Deals Of The Week - hours only!Up to 80% off on all courses and bundles.-Close
Introduction
Basic CTEs
5. Basic syntax
Summary

Instruction

Perfect! It's time to get down to work.

What is a Common Table Expression? You can think of it as a temporary set of rows that you define on your own and then use in the same query. In principle, CTEs are similar to subqueries.

Let's take a look at the most basic syntax of any Common Table Expression:

WITH SomeName AS (
  YourCte
)

SELECT
  ...
FROM SomeName

In the most basic version, you need to give your CTE a name and define the CTE within the parentheses.
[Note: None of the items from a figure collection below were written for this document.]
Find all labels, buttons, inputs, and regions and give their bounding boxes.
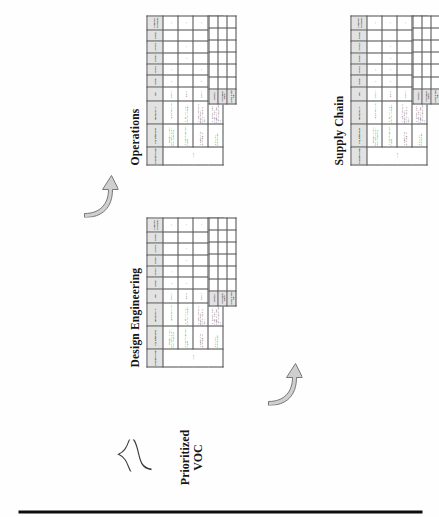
cell-s2-r1: 5 [163, 63, 178, 74]
footer-cell [227, 28, 236, 40]
footer-supply-chain: Target (s) Performance Gap (s) Actions t… [412, 15, 439, 104]
header-section-1: Section 1 [351, 75, 367, 86]
table-row: 1. Client 1.1. Site search for audio rec… [163, 16, 178, 165]
cell-sign-2: Distinct [178, 86, 193, 101]
footer-cell [413, 52, 422, 64]
cell-s4-r1 [367, 41, 382, 52]
footer-row-target: Target (s) [209, 218, 218, 306]
footer-cell [218, 16, 227, 28]
cell-sign-2: Distinct [178, 288, 193, 303]
table-row: 1.3. Data workflow handled capability 1.… [397, 16, 412, 165]
footer-cell [218, 52, 227, 64]
header-ctq-requirements: CTQ Requirements [351, 124, 367, 147]
footer-label-target: Target (s) [209, 88, 218, 103]
cell-stakeholder-group: 1. Client [163, 349, 223, 367]
cell-sign-1: Transform [367, 86, 382, 101]
footer-cell [422, 40, 431, 52]
cell-competitor-r2: 7 [178, 218, 193, 232]
cell-competitor-r3: 6 [193, 218, 208, 232]
cell-s5-r2 [178, 29, 193, 40]
cell-s5-r1 [367, 29, 382, 40]
cell-s2-r2: 10 [382, 63, 397, 74]
table-row: 1.2. Customer's assurance for access 1.2… [382, 16, 397, 165]
cell-competitor-r3: 6 [193, 16, 208, 30]
header-section-5: Section 5 [147, 29, 163, 40]
footer-cell [227, 254, 236, 266]
header-sign: Sign [351, 86, 367, 101]
cell-s2-r2 [178, 265, 193, 276]
footer-row-actions: Actions to Close Gap [431, 16, 439, 104]
cell-s3-r1 [163, 254, 178, 265]
footer-label-actions: Actions to Close Gap [227, 88, 236, 103]
header-section-5: Section 5 [351, 29, 367, 40]
header-section-5: Section 5 [147, 231, 163, 242]
cell-sign-1: Transform [163, 288, 178, 303]
footer-cell [209, 278, 218, 290]
cell-competitor-r1: 8 [163, 218, 178, 232]
footer-row-target: Target (s) [413, 16, 422, 104]
footer-cell [422, 28, 431, 40]
cell-s2-r2 [178, 63, 193, 74]
cell-s4-r3 [397, 41, 412, 52]
cell-competitor-r1: 8 [163, 16, 178, 30]
footer-cell [218, 266, 227, 278]
cell-s3-r2: 5 [178, 52, 193, 63]
footer-cell [209, 52, 218, 64]
cell-s4-r3 [193, 41, 208, 52]
header-ctq-requirements: CTQ Requirements [147, 124, 163, 147]
cell-s3-r1 [163, 52, 178, 63]
cell-spec-3: 1.3.1 Web content with all available vie… [193, 303, 208, 326]
cell-ctq-3: 1.3. Data workflow handled capability [397, 124, 412, 147]
cell-s4-r2: 10 [382, 41, 397, 52]
footer-cell [227, 266, 236, 278]
footer-row-actions: Actions to Close Gap [227, 218, 236, 306]
cell-competitor-r3: 6 [397, 16, 412, 30]
cell-ctq-3: 1.3. Data workflow handled capability [193, 326, 208, 349]
header-specification-y: Specification "Y" [147, 303, 163, 326]
footer-cell [218, 40, 227, 52]
header-competitor-performance: Competitor Performance [351, 16, 367, 30]
footer-cell [422, 16, 431, 28]
cell-s2-r3 [397, 63, 412, 74]
header-section-2: Section 2 [147, 265, 163, 276]
footer-cell [218, 230, 227, 242]
footer-cell [413, 76, 422, 88]
cell-s5-r1 [163, 231, 178, 242]
title-design-engineering: Design Engineering [128, 267, 140, 367]
header-section-1: Section 1 [147, 277, 163, 288]
table-row: 1.2. Customer's assurance for access 1.2… [178, 218, 193, 367]
footer-cell [431, 64, 439, 76]
footer-cell [413, 16, 422, 28]
cell-s4-r1 [163, 41, 178, 52]
rotated-sheet: Prioritized VOC Design Engineering [0, 0, 439, 517]
footer-label-performance-gap: Performance Gap (s) [422, 88, 431, 103]
footer-cell [413, 40, 422, 52]
cell-spec-1: 1.1.1 Cause effect 3 clicks [163, 101, 178, 124]
cell-s1-r1: 5 [163, 277, 178, 288]
cell-s4-r1 [163, 243, 178, 254]
footer-cell [218, 64, 227, 76]
header-section-3: Section 3 [147, 254, 163, 265]
footer-label-performance-gap: Performance Gap (s) [218, 88, 227, 103]
footer-row-performance-gap: Performance Gap (s) [218, 218, 227, 306]
cell-s4-r2: 10 [178, 41, 193, 52]
footer-cell [218, 242, 227, 254]
cell-competitor-r2: 7 [382, 16, 397, 30]
header-specification-y: Specification "Y" [351, 101, 367, 124]
cell-s4-r3 [193, 243, 208, 254]
footer-cell [218, 28, 227, 40]
footer-row-performance-gap: Performance Gap (s) [218, 16, 227, 104]
cell-sign-1: Transform [163, 86, 178, 101]
cell-spec-3: 1.3.1 Web content with all available vie… [193, 101, 208, 124]
footer-cell [413, 28, 422, 40]
cell-ctq-4: 1.4. Should be referenced/shared [208, 124, 223, 147]
footer-cell [431, 16, 439, 28]
cell-s5-r3 [397, 29, 412, 40]
cell-s1-r3: 8 [193, 75, 208, 86]
header-section-4: Section 4 [147, 243, 163, 254]
header-section-4: Section 4 [147, 41, 163, 52]
page-edge-bar [18, 510, 422, 513]
footer-cell [227, 242, 236, 254]
footer-cell [413, 64, 422, 76]
footer-cell [209, 76, 218, 88]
Then, once you close the bracket, you can select the columns from within this CTE as if it were a table.

In this course, we will refer to the CTE part as the inner query and the part after it as the outer query. Note that you need to define your CTE first, i.e. before the SELECT clause of the outer query.

Enough of theory. Take a look at this example:

WITH ProjectRevenue AS (
  SELECT
    Project.Id,
    SUM(Amount) AS SumAmount
  FROM Project
  INNER JOIN Donation
    ON Donation.ProjectId = Project.Id
  GROUP BY Project.Id
)

SELECT
  Id,
  SumAmount
FROM ProjectRevenue;

In the query above, we want to show each project with the amount it collected. For this reason, we created a CTE where we selected the ProjectId and the sum of donations. Once we had our CTE defined this way, we retrieved its columns in the outer query. Note that we gave an alias (SumAmount) to the computed column. This way, we can refer to this column in the outer query.

Exercise

Your turn now! Show the number of projects which reached the MinimalAmount. Name the column CompletedProjects.

Stuck? Here's a hint!

In the inner query, group and sum donations by ProjectId and use a HAVING clause to find the right ones. In the outer query, count the rows.